The new rules (referred to as the 408(b)(2) rules after a section in the Employee Retirement Income Security Act of 1974) require registered representatives, investment advisers and others who work with 401(k) plan sponsors to provide detailed overviews of their services and compensation, as well as declare whether they are acting as fiduciaries.

All service providers, both bundled and unbundled, will have to disclose all fees in a consistent manner, including those arising from record-keeping services. Backers of the new rules said that plan sponsors will be able to make a more accurate assessment when comparing the fees of competing plan providers.

The new rules — technically interim final rules that don’t go into effect until July 2011 — have been the source of much controversy.

Critics have long charged that 401(k) and other defined-contribution-plan participants don’t have a clear sense of the fees and expenses charged by plan providers. Those charges, they argue, can take a sizable bite out of the funds in the retirement plans.

A provision to require providers to disclose fees in DC plans was initially included in a congressional tax extenders bill introduced last month. But the provision led to great uncertainty, particularly for advisers who were already bracing for the new law.

It ultimately was stripped from the measure. Published reports at the time said that Congress was expected to let the Labor Department address the issue of fee disclosure, and that is what has happened.

“This is one of those things that has been pending for so long, and we’ve heard rumors about passing legislation and issuing regulations so frequently,” said Gregory Ash, partner at Spencer Fane Britt & Browne LLP and chairman of the firm’s ERISA litigation group. “It’s like the boy who cried wolf; you believe it and pay attention when you finally see it, and now we’re finally seeing something come through.”

Brian Graff, executive director of the American Society of Pension Professionals and Actuaries, lauded the new rules.

“We believe these new fee disclosure rules benefit both plan sponsors and providers,” he said in a statement. “Providers now have clear guidance on what disclosures are required, and plan sponsors will have the information they need to make informed choices about their retirement plans.”

The rules differ from the department’s initial proposal. Notably, they don’t require a formal written contract spelling out disclosure obligations.

Instead, the rules focus on the substance of the disclosure that must be provided.

In addition, the rules modify the categories of service providers that must comply with the disclosure requirements, including fiduciaries, investment advisers and record keepers or brokers who make investment alternatives available to a plan.

Advisers who haven’t anticipated the rules may have to examine their revenue streams to find out if they are consistent with the new regulations, Mr. Ash said.

“They’re going to have to revise their service agreements fairly substantially to address some of the requirements of the rule, if they haven’t already done so,” he said.

And looking at it more broadly, the new regulations also have the effect of “formalizing” the fiduciary relationship between advisers and plan sponsors, Mr. Ash said.

An additional incentive for more examination and more communication between advisers and plan sponsors came in the form of a recent ruling from a California federal court. Taken with that decision, Tibble v.
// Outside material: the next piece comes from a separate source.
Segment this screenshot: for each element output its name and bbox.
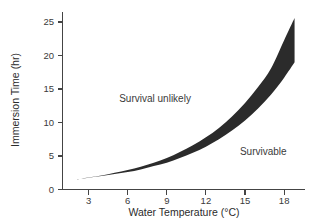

Edison International, which ruled that a plan fiduciary had violated the duty of prudence in some cases by not finding out whether cheaper institutional-class shares were available for participants, it is clear that advisers and plan sponsors have more of a responsibility to do more telling and more asking.

In the future, advisers should take it upon themselves to inform plan sponsors directly that there may be multiple share classes available and to discuss that possibility with them, Mr. Ash said.

“The regulations formalize that advisers must acknowledge whether they’re fiduciaries of the plan, and the case says outside advisers have an obligation to look at multiple share classes,” he said. “You read the two together, and that’s the connection.”

E-mail Hilary Johnson at [email protected].